The climate crisis emerges as an intense cultural issue, both menacing and intimate to a surprising degree, and capable of urging a new age in atmospheric as well as social terms. In fact, there are cultural consequences to these atmospheric mutations; just as cultural is the western notion of nature as something distant and untouched by the crisis of contemporary society. Cultural are also the obstacles to framing this change as historic, and to taking action towards it; all this due to a social denial process that makes this accelerated change appear as unthinkable, feeding into a sense of impotence and fear owed to the essentially emotional nature of our environmental engagement. Yet, human cultures have always looked upon the sky in order to make sense of their life on earth, drawing upon ritual practices, symbolic structures, productive systems and local forms of knowledge able to turn 'changes in the weather' into something familiar and meaningful. Now that the atmosphere has become the fundamental greater good, and carbon monoxide the greatest evil, we need - more than ever - to rediscover generative and creative environmental relationships that can allow us to re-signify the 'climate' we are immersed in.

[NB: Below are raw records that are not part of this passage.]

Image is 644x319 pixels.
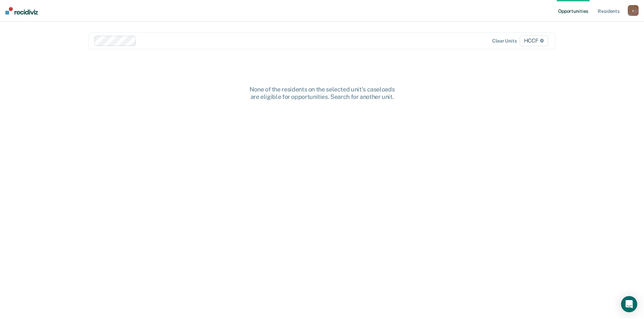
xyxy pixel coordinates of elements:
div: Open Intercom Messenger [621,296,637,312]
button: s [628,5,639,16]
span: HCCF [519,36,548,46]
div: None of the residents on the selected unit's caseloads are eligible for opportunities. Search for... [214,86,430,100]
img: Recidiviz [5,7,38,14]
div: Clear units [492,38,517,44]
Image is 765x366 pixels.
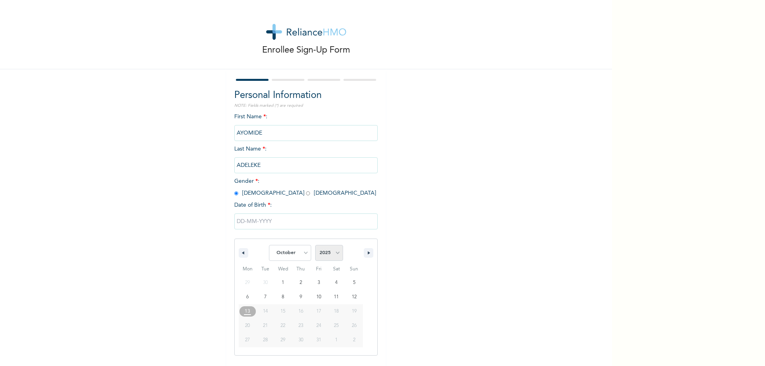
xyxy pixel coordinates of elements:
button: 1 [274,276,292,290]
button: 17 [310,304,328,319]
button: 24 [310,319,328,333]
span: 3 [318,276,320,290]
span: First Name : [234,114,378,136]
span: 22 [280,319,285,333]
input: DD-MM-YYYY [234,214,378,229]
span: Fri [310,263,328,276]
input: Enter your first name [234,125,378,141]
span: Thu [292,263,310,276]
button: 6 [239,290,257,304]
span: Mon [239,263,257,276]
span: 26 [352,319,357,333]
button: 5 [345,276,363,290]
button: 26 [345,319,363,333]
span: Sun [345,263,363,276]
span: 2 [300,276,302,290]
button: 30 [292,333,310,347]
span: 10 [316,290,321,304]
span: 19 [352,304,357,319]
span: Tue [257,263,275,276]
button: 29 [274,333,292,347]
span: 18 [334,304,339,319]
span: 20 [245,319,250,333]
button: 11 [328,290,345,304]
span: 14 [263,304,268,319]
span: Gender : [DEMOGRAPHIC_DATA] [DEMOGRAPHIC_DATA] [234,178,376,196]
span: 15 [280,304,285,319]
button: 16 [292,304,310,319]
button: 28 [257,333,275,347]
span: 9 [300,290,302,304]
button: 23 [292,319,310,333]
input: Enter your last name [234,157,378,173]
span: 27 [245,333,250,347]
span: 31 [316,333,321,347]
button: 8 [274,290,292,304]
span: 16 [298,304,303,319]
button: 25 [328,319,345,333]
span: 5 [353,276,355,290]
button: 4 [328,276,345,290]
p: NOTE: Fields marked (*) are required [234,103,378,109]
span: Last Name : [234,146,378,168]
span: Date of Birth : [234,201,272,210]
span: Wed [274,263,292,276]
span: 17 [316,304,321,319]
span: 8 [282,290,284,304]
button: 27 [239,333,257,347]
span: 6 [246,290,249,304]
span: 24 [316,319,321,333]
button: 31 [310,333,328,347]
span: 11 [334,290,339,304]
h2: Personal Information [234,88,378,103]
button: 19 [345,304,363,319]
span: 23 [298,319,303,333]
button: 9 [292,290,310,304]
button: 15 [274,304,292,319]
button: 7 [257,290,275,304]
button: 21 [257,319,275,333]
button: 10 [310,290,328,304]
button: 13 [239,304,257,319]
button: 3 [310,276,328,290]
button: 20 [239,319,257,333]
span: 4 [335,276,337,290]
button: 18 [328,304,345,319]
span: 28 [263,333,268,347]
img: logo [266,24,346,40]
button: 22 [274,319,292,333]
button: 14 [257,304,275,319]
span: 25 [334,319,339,333]
span: 21 [263,319,268,333]
button: 12 [345,290,363,304]
span: 13 [245,304,250,319]
button: 2 [292,276,310,290]
span: 12 [352,290,357,304]
p: Enrollee Sign-Up Form [262,44,350,57]
span: 29 [280,333,285,347]
span: 7 [264,290,267,304]
span: 1 [282,276,284,290]
span: Sat [328,263,345,276]
span: 30 [298,333,303,347]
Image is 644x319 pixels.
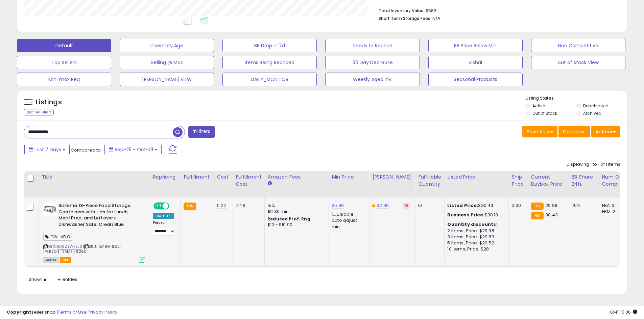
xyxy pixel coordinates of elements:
[222,39,317,52] button: BB Drop in 7d
[526,95,627,102] p: Listing States:
[268,222,324,228] div: $10 - $10.90
[531,203,544,210] small: FBA
[153,220,175,236] div: Preset:
[325,56,419,69] button: 30 Day Decrease
[447,202,478,209] b: Listed Price:
[154,203,162,209] span: ON
[222,56,317,69] button: Items Being Repriced
[379,8,425,14] b: Total Inventory Value:
[332,202,344,209] a: 25.99
[153,213,174,219] div: Low. FBA *
[531,56,625,69] button: out of stock View
[511,173,525,188] div: Ship Price
[153,173,178,181] div: Repricing
[268,209,324,215] div: $0.30 min
[602,173,627,188] div: Num of Comp.
[29,276,77,282] span: Show: entries
[533,103,545,109] label: Active
[120,73,214,86] button: [PERSON_NAME] VIEW
[447,228,503,234] div: 2 Items, Price: $29.98
[268,181,271,186] small: Amazon Fees.
[88,309,117,315] a: Privacy Policy
[71,147,102,153] span: Compared to:
[168,203,179,209] span: OFF
[24,109,54,116] div: Clear All Filters
[372,173,413,181] div: [PERSON_NAME]
[60,257,71,263] span: FBA
[17,56,111,69] button: Top Sellers
[325,73,419,86] button: Weekly Aged Inv.
[376,202,389,209] a: 32.99
[591,126,620,137] button: Actions
[222,73,317,86] button: DAILY_MONITOR
[531,173,566,188] div: Current Buybox Price
[428,56,523,69] button: Vishal
[57,244,82,249] a: B06ZYWXSJS
[268,173,326,181] div: Amazon Fees
[447,234,503,240] div: 3 Items, Price: $29.83
[583,110,601,116] label: Archived
[447,212,503,218] div: $30.13
[120,39,214,52] button: Inventory Age
[447,212,484,218] b: Business Price:
[7,309,31,315] strong: Copyright
[418,203,439,209] div: 51
[572,173,596,188] div: BB Share 24h.
[58,309,86,315] a: Terms of Use
[42,173,147,181] div: Title
[236,203,259,209] div: 7.48
[24,144,70,155] button: Last 7 Days
[567,161,620,168] div: Displaying 1 to 1 of 1 items
[217,202,226,209] a: 11.22
[447,221,503,228] div: :
[58,203,141,229] b: Sistema 18-Piece Food Storage Containers with Lids for Lunch, Meal Prep, and Leftovers, Dishwashe...
[559,126,590,137] button: Columns
[34,146,61,153] span: Last 7 Days
[184,203,196,210] small: FBA
[531,39,625,52] button: Non Competitive
[447,246,503,252] div: 10 Items, Price: $28
[43,244,122,254] span: | SKU: 45799-11.22-[PERSON_NAME]-62601
[602,203,624,209] div: FBA: 3
[610,309,637,315] span: 2025-10-9 15:36 GMT
[332,210,364,230] div: Disable auto adjust min
[428,39,523,52] button: BB Price Below Min
[447,240,503,246] div: 5 Items, Price: $29.52
[447,173,506,181] div: Listed Price
[43,233,72,241] span: LOW_VELO
[17,73,111,86] button: Min-max Req
[572,203,594,209] div: 70%
[602,209,624,215] div: FBM: 2
[114,146,153,153] span: Sep-25 - Oct-01
[7,309,117,316] div: seller snap | |
[511,203,523,209] div: 0.00
[545,202,557,209] span: 29.99
[447,203,503,209] div: $30.43
[36,98,62,107] h5: Listings
[325,39,419,52] button: Needs to Reprice
[217,173,230,181] div: Cost
[236,173,262,188] div: Fulfillment Cost
[332,173,366,181] div: Min Price
[522,126,557,137] button: Save View
[531,212,544,220] small: FBA
[17,39,111,52] button: Default
[120,56,214,69] button: Selling @ Max
[418,173,442,188] div: Fulfillable Quantity
[43,203,57,216] img: 51ZD3GzQCpL._SL40_.jpg
[432,15,441,22] span: N/A
[268,203,324,209] div: 15%
[379,6,615,14] li: $583
[428,73,523,86] button: Seasonal Products
[583,103,608,109] label: Deactivated
[184,173,211,181] div: Fulfillment
[188,126,215,138] button: Filters
[447,221,496,228] b: Quantity discounts
[43,257,59,263] span: All listings currently available for purchase on Amazon
[268,216,312,222] b: Reduced Prof. Rng.
[379,16,431,21] b: Short Term Storage Fees:
[545,212,558,218] span: 30.43
[563,128,584,135] span: Columns
[105,144,162,155] button: Sep-25 - Oct-01
[533,110,557,116] label: Out of Stock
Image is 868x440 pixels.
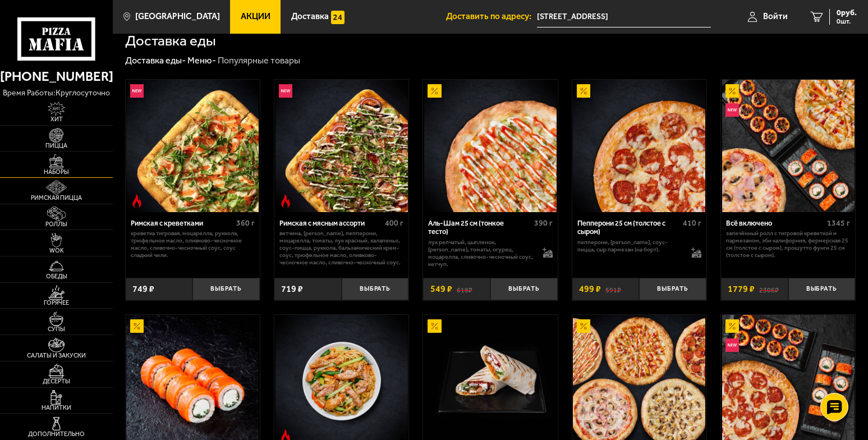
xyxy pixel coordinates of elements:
span: [GEOGRAPHIC_DATA] [135,12,220,21]
img: Римская с креветками [126,80,259,212]
s: 591 ₽ [605,284,621,294]
img: Новинка [279,84,292,98]
a: АкционныйНовинкаВсё включено [721,80,855,212]
p: креветка тигровая, моцарелла, руккола, трюфельное масло, оливково-чесночное масло, сливочно-чесно... [131,230,255,259]
a: АкционныйАль-Шам 25 см (тонкое тесто) [423,80,557,212]
input: Ваш адрес доставки [537,7,711,27]
button: Выбрать [192,278,260,300]
span: Акции [240,12,271,21]
img: Аль-Шам 25 см (тонкое тесто) [424,80,557,212]
span: 499 ₽ [579,284,601,294]
span: 360 г [236,219,255,228]
span: 0 шт. [837,18,857,25]
img: Пепперони 25 см (толстое с сыром) [573,80,705,212]
span: Доставка [291,12,329,21]
img: Акционный [577,319,590,333]
span: 0 руб. [837,9,857,17]
span: 719 ₽ [281,284,303,294]
img: Акционный [427,319,441,333]
img: Римская с мясным ассорти [275,80,408,212]
span: 390 г [534,219,552,228]
p: ветчина, [PERSON_NAME], пепперони, моцарелла, томаты, лук красный, халапеньо, соус-пицца, руккола... [279,230,403,266]
button: Выбрать [788,278,856,300]
img: Всё включено [722,80,854,212]
s: 2306 ₽ [759,284,779,294]
img: Акционный [577,84,590,98]
p: Запечённый ролл с тигровой креветкой и пармезаном, Эби Калифорния, Фермерская 25 см (толстое с сы... [726,230,850,259]
div: Римская с креветками [131,219,233,227]
img: Акционный [725,319,739,333]
p: лук репчатый, цыпленок, [PERSON_NAME], томаты, огурец, моцарелла, сливочно-чесночный соус, кетчуп. [428,239,533,268]
div: Всё включено [726,219,824,227]
a: Меню- [187,55,216,66]
span: 549 ₽ [430,284,452,294]
span: улица Возрождения, 20 [537,7,711,27]
div: Пепперони 25 см (толстое с сыром) [577,219,680,236]
button: Выбрать [639,278,706,300]
span: Войти [763,12,787,21]
img: Острое блюдо [130,194,144,208]
img: Акционный [130,319,144,333]
span: 410 г [683,219,701,228]
img: 15daf4d41897b9f0e9f617042186c801.svg [331,11,345,24]
a: НовинкаОстрое блюдоРимская с мясным ассорти [274,80,409,212]
s: 618 ₽ [456,284,472,294]
img: Новинка [725,103,739,117]
div: Популярные товары [218,55,300,67]
img: Новинка [725,338,739,352]
img: Острое блюдо [279,194,292,208]
a: Доставка еды- [125,55,186,66]
span: 749 ₽ [133,284,155,294]
button: Выбрать [342,278,409,300]
h1: Доставка еды [125,34,216,48]
span: 1779 ₽ [728,284,754,294]
span: Доставить по адресу: [446,12,537,21]
button: Выбрать [490,278,558,300]
img: Акционный [725,84,739,98]
p: пепперони, [PERSON_NAME], соус-пицца, сыр пармезан (на борт). [577,239,682,253]
a: НовинкаОстрое блюдоРимская с креветками [126,80,260,212]
span: 1345 г [827,219,850,228]
img: Акционный [427,84,441,98]
a: АкционныйПепперони 25 см (толстое с сыром) [572,80,706,212]
span: 400 г [385,219,403,228]
div: Римская с мясным ассорти [279,219,382,227]
div: Аль-Шам 25 см (тонкое тесто) [428,219,531,236]
img: Новинка [130,84,144,98]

MAURO VAN AKEN, winemaker for over a decade, is an associate professor in Cultural Anthropology at Università Milano-Bicocca. He's mainly involved in research and teaching on the topics of environmental cultures, the relationship and flux of meaning among society, water and atmosphere, and cultural dynamics in the climate crisis. Among his published essays in languages other than Italian are The hierarchy and experience of migration: Egyptian labourers in the Jordan Valley (2006), Anthropologie et eau(x): affaires globales, eaux locales et fluxes de cultures (2013), Antropología y agua(s), Cuestiones globales, aguas locales y ujo cultural (2017), and Gender and water in the Middle East. Local and global realities, with A. De Donato (in Water security across the gender divide, Springer, 2017).